Now, consider this: McCain is claiming here that he’s trying to be bipartisan. And yet, one of his major beefs here is not what is in the bill, but rather who wrote the bill. As if there was nothing wrong with Republicans writing every bill when they had power and cramming it down the Democrats’ throats, but now the Democrats, how dare they, now that they’re in power, even think about writing legislation themselves! What bastards!

But here’s the real telling point in McCain’s speech: note his use of the term, “Democrat majority.” That’s a term which he knows full well is a slick, sly political epithet. And yet, here he is, claiming to be the voice of bipartisanship, and he can’t even use the non-insulting term to describe the other party.

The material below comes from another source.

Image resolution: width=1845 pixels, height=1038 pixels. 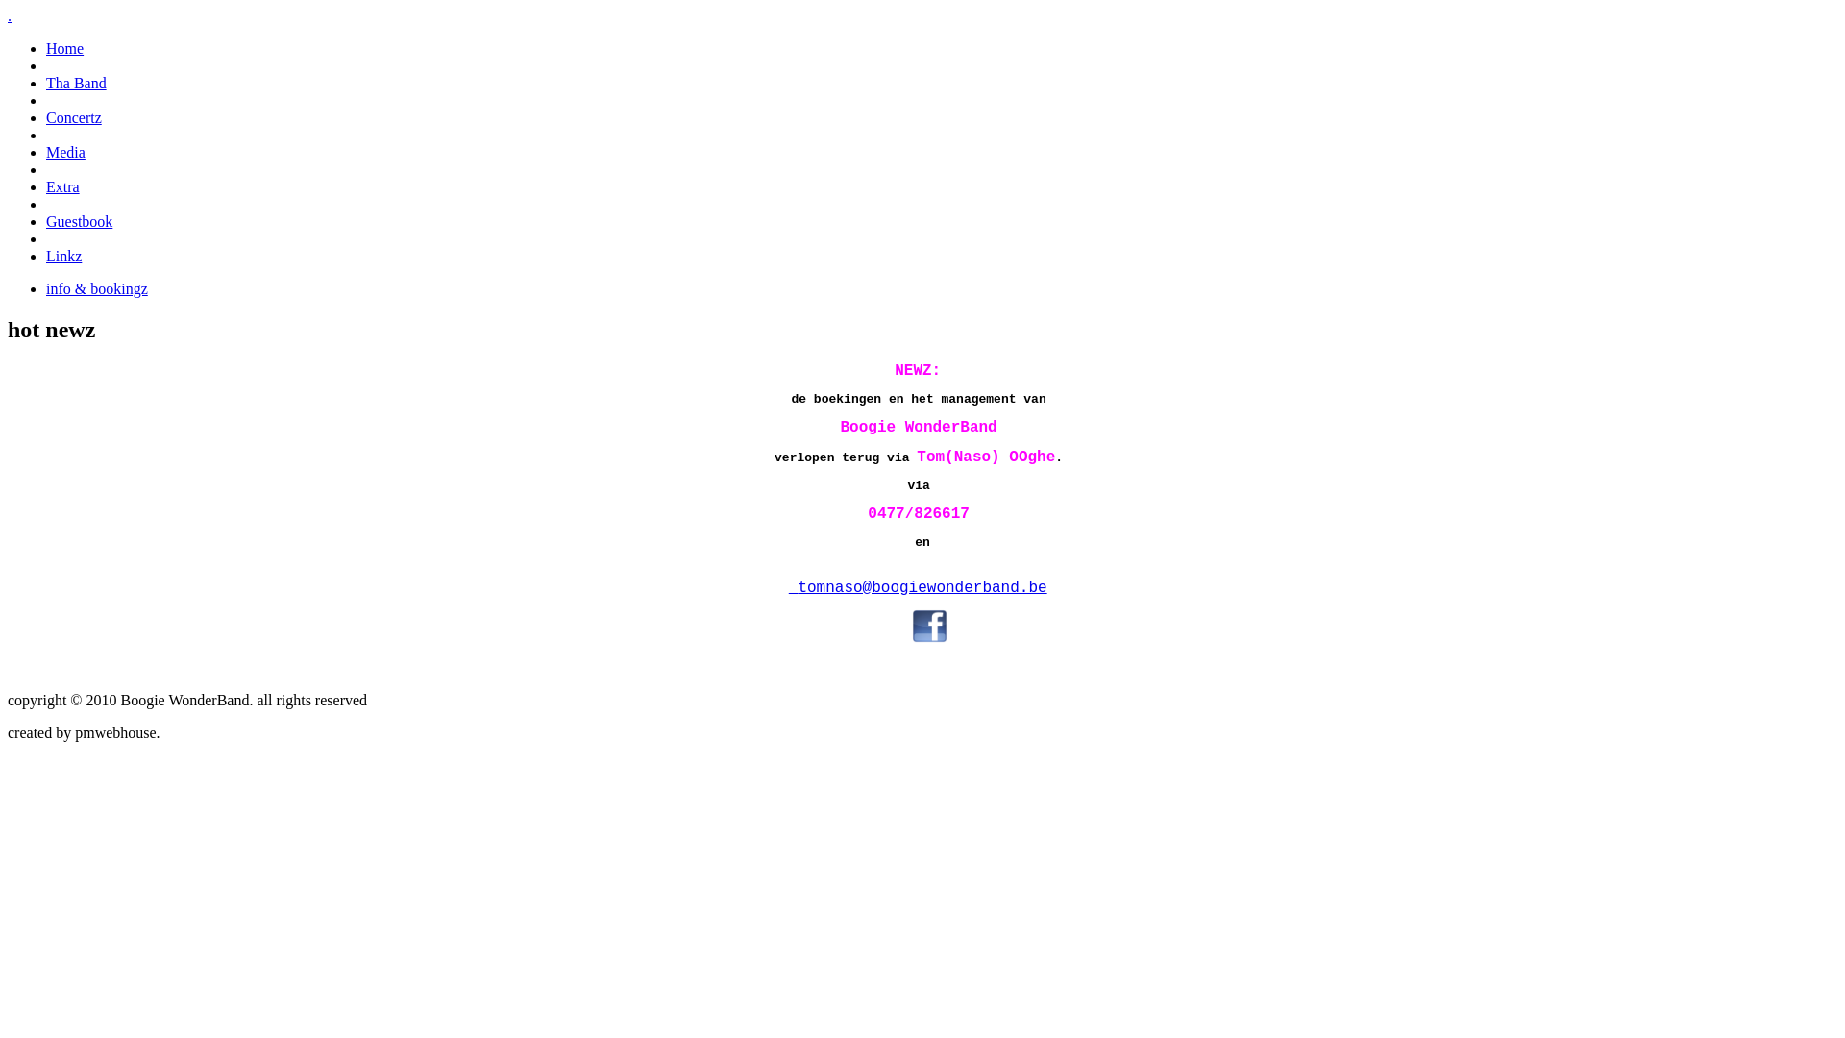 What do you see at coordinates (63, 256) in the screenshot?
I see `Linkz` at bounding box center [63, 256].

That one expression speaks volumes: this is not about responsible legislation, this is not about wasteful spending, and this is certainly not about Republicans trying to be bipartisan. This is about one thing, and one thing only: the beginning of a 4- to 8-year campaign on the part of Republicans to damn every advance to help the American people in the name of playing a smear game that will lead to Republicans reclaiming power.

Pure and simple.

  1. Tim Kane
    January 28th, 2009 at 12:04 | #1

    McCain doesn’t know squat about economics. Said so himself, so how does he know what will or won’t work?

    How does he know a rewrite will fix the economy. He lost this arguement big time in the election.

    The people voted against him because they didn’t trust him over Obama to fix the economy. So what is he doing here? He punishing the people by getting in the way of Obama fixing the economy.

    We were damned if we do, and damned if we don’t when it comes to McCain and the economy.

    On a larger note, the Republican God Father in the sky, must have gotten his act together, must have figured out how he wanted to deal with the Obama thing, and he must have had a talking to McCain, and offered him a leadership role in opposition to Obama or an eternity in the wilderness.

    I’m trying to piece together Obama’s strategy in all of this. First I think he doesn’t want to blow political capital on this, he’s saving that for healthcare (I believe), he’s using this to build political capital (so far so good, his ratings are high). He’s trying to appear reasonable.

    Also, there’s the overall strategy, I think, of rumpifying the rump of the rump of the Republican party – i.e., isolate the wingnuts and make it insufferable for moderates to to cohab with them.

    Also, I think he wants to make an indellible stamp on the minds of the public that he was more than reasonable, so that they bear the full burden of opposing the stimulous package.

    Then he’ll be able to say that trillions for Iraq, hundreds of billions for Wallstreet and no oversite but parsimony and fiscal prudence whenever the middle class is involved, they wouldn’t give crap to the Autocompanies, and they actually build something and employ millions of people lifting them up into the middle class.

    so one wonders if Obama is feeding the Repugs the rope with which to hang themselves.

    This is where it gets interesting. Clinton’s were heavy on tactics light on strategy. Obama is heavy on the strategy. When Clinton went to pass health care, he tried to finesse it through. Obama will be coming at this with strategy. It will be interesting to see how this works out.